Repository -> Settings -> Secrets + New repository secret
SHIPA_TOKEN
The Shipa Token is an authentication token to your Shipa instance. With your Shipa CLI, can run the shipa token show command.
shipa token show
SHIPA_HOST
The Shipa Host is the address of your Shipa API. For Shipa Cloud this is
https://target.shipa.cloud:8081
The Kubernetes Cluster Information will need to be added as flat files in your repository in the ./infra folder.
e.g the cluster-def.yaml will be the following and the addresses, caCert, and token will be populated with the following:
cluster: name: gha-created-cluster endpoint: addresses: - https://someKubernetesEndpoint.com:6443 caCert: ./infra/ca.crt token: ./infra/token resources: frameworks: name: ["gha-policy"]
CLUSTER_ADDRESS
This is for a Kubernetes Cluster. Can run this command to find:
kubectl cluster-info | grep 'Kubernetes' | awk '/http/ {print $NF}'
CLUSTER_TOKEN
The token is based on the Shipa Role Binding. Can apply the role binding YAML into the cluster then grab the token.
kubectl apply -f shipa-admin-service-account.yaml
kubectl -n kube-system describe secret $(kubectl -n kube-system get secret | grep shipa-admin | awk '{print $1}')
CLUSTER_CERTIFICATE
Lastly will need to grab the cluster certificate.
kubectl get secret $(kubectl get secret | grep default-token | awk '{print $1}') -o jsonpath='{.data.ca.crt}' | base64 --decode
With those pieces of information, you are ready to run your GitHub Actions.
Running Your GitHub Actions
If you forked one of the example repositories, you will need to activate Actions on your Fork. Click on Actions then Activate.
Now you are able to make a change let’s say in the Prod App folder. The GitHub Actions is wired to look for a push. For example, here you can modify one of the environmental variables and Commit.

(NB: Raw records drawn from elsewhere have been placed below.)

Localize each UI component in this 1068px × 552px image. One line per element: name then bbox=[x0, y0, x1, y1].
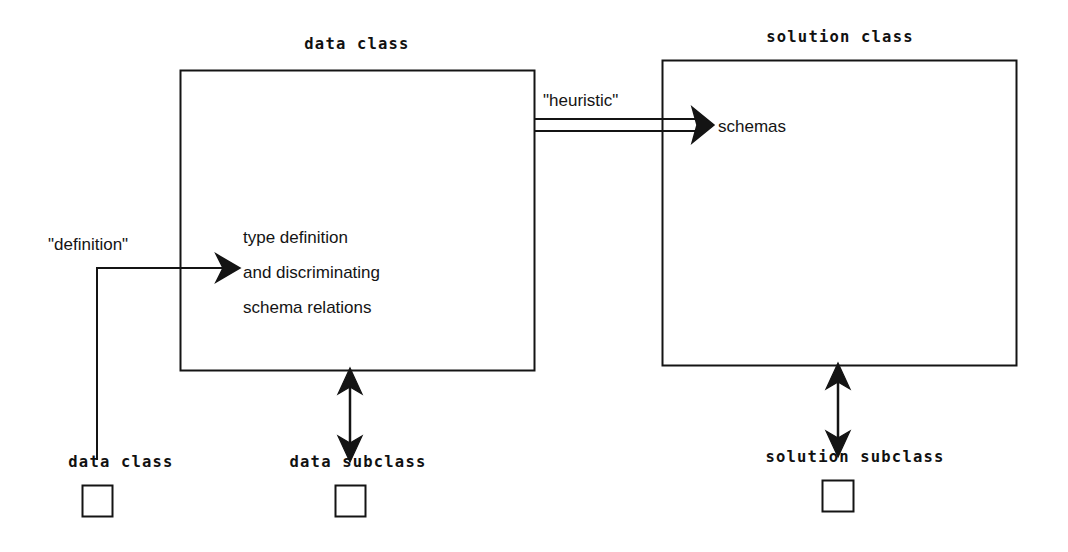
legend-square-solution-subclass[interactable] bbox=[823, 481, 854, 512]
data-class-body-line-2: and discriminating bbox=[243, 263, 380, 283]
diagram-canvas: data class solution class "heuristic" "d… bbox=[0, 0, 1068, 552]
heuristic-arrow-label: "heuristic" bbox=[543, 92, 618, 109]
data-class-body-text: type definition and discriminating schem… bbox=[243, 228, 380, 318]
legend-square-data-class[interactable] bbox=[83, 486, 113, 517]
heuristic-arrowhead bbox=[692, 107, 714, 143]
solution-class-box[interactable] bbox=[663, 61, 1017, 366]
data-class-body-line-1: type definition bbox=[243, 228, 380, 248]
definition-arrow[interactable] bbox=[97, 254, 240, 460]
legend-square-data-subclass[interactable] bbox=[336, 486, 366, 517]
legend-label-data-class: data class bbox=[68, 455, 173, 471]
solution-subclass-arrow[interactable] bbox=[826, 363, 850, 457]
data-class-box[interactable] bbox=[181, 71, 535, 371]
definition-arrow-label: "definition" bbox=[48, 236, 128, 253]
legend-label-solution-subclass: solution subclass bbox=[765, 450, 944, 466]
schemas-text: schemas bbox=[718, 118, 786, 135]
data-class-body-line-3: schema relations bbox=[243, 298, 380, 318]
heuristic-arrow[interactable] bbox=[534, 107, 714, 143]
data-class-caption: data class bbox=[304, 37, 409, 53]
solution-class-caption: solution class bbox=[766, 30, 913, 46]
data-subclass-arrow[interactable] bbox=[338, 368, 362, 462]
legend-label-data-subclass: data subclass bbox=[290, 455, 427, 471]
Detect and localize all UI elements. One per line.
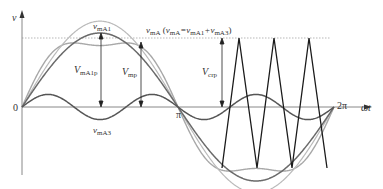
vmA-sum-label: vmA (vmA=vmA1+vmA3) — [146, 26, 231, 37]
y-axis-label: v — [12, 13, 16, 23]
vmA-eq-plus: +v — [204, 25, 214, 35]
tick-pi-label: π — [176, 110, 181, 120]
vmA-label-sub: mA — [150, 29, 161, 37]
Vmp-sub: mp — [128, 71, 137, 79]
vmA-eq-sub2: mA1 — [190, 29, 204, 37]
vmA-eq-close: ) — [228, 25, 231, 35]
VmA1p-label: VmA1p — [74, 65, 98, 77]
Vcrp-label: Vcrp — [202, 67, 217, 79]
VmA1p-sub: mA1p — [80, 69, 98, 77]
vmA-eq-mid: =v — [180, 25, 190, 35]
Vcrp-sub: crp — [208, 71, 217, 79]
vmA3-label-sub: mA3 — [97, 129, 111, 137]
y-axis-arrow-icon — [20, 10, 25, 18]
vmA-eq-sub3: mA3 — [214, 29, 228, 37]
vmA1-label-sub: mA1 — [97, 25, 111, 33]
vmA1-label: vmA1 — [93, 22, 111, 33]
tick-2pi-label: 2π — [337, 101, 347, 111]
VmA1p-dimension-arrow — [99, 33, 103, 107]
x-axis-label: ωt — [361, 103, 371, 113]
vmA3-label: vmA3 — [93, 126, 111, 137]
origin-label: 0 — [13, 103, 18, 113]
vmA-eq-sub1: mA — [170, 29, 181, 37]
Vmp-label: Vmp — [122, 67, 137, 79]
Vcrp-dimension-arrow — [220, 38, 224, 107]
triangle-carrier-wave — [222, 38, 327, 168]
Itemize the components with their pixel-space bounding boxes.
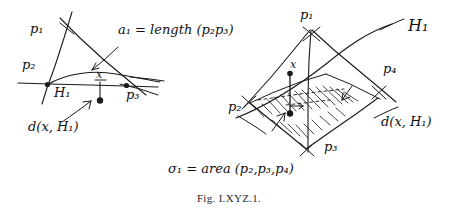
label-h1-left: H₁ [54, 86, 71, 99]
label-p1-left: p₁ [30, 22, 44, 35]
label-p4-right: p₄ [383, 62, 397, 75]
label-p3-right: p₃ [324, 140, 338, 153]
node-p2 [45, 82, 50, 87]
formula-area: σ₁ = area (p₂,p₃,p₄) [168, 162, 294, 175]
node-x-right [287, 71, 293, 77]
node-x-left [97, 97, 103, 103]
formula-length: a₁ = length (p₂p₃) [118, 23, 234, 36]
label-distance-left: d(x, H₁) [28, 120, 79, 133]
label-p3-left: p₃ [126, 88, 140, 101]
right-diagram-strokes [236, 19, 404, 156]
label-distance-right: d(x, H₁) [381, 115, 432, 128]
label-p1-right: p₁ [300, 8, 314, 21]
label-x-left: x [96, 69, 102, 80]
label-h1-right: H₁ [408, 18, 428, 34]
label-p2-left: p₂ [22, 58, 36, 71]
label-x-right: x [290, 59, 296, 70]
figure-caption: Fig. I.XYZ.1. [0, 192, 458, 204]
node-x-foot [287, 110, 293, 116]
label-p2-right: p₂ [228, 100, 242, 113]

Once you Commit, the Action will be kicked off.
Once the Action runs, you can navigate back to the Shipa UI and grab the endpoint of the application.
Shipa Cloud -> Applications -> gha-app -> Endpoint
Clicking on the endpoint will bring you to your running application.
Just like that, your application is deployed. Providing this abstraction will certainly help you and your organization scale as the push to containerization and microservices increases. There is certainly a lot of the art of the possible with GitHub Actions and Shipa. Be sure to check out our webinar diving deeper into both platforms.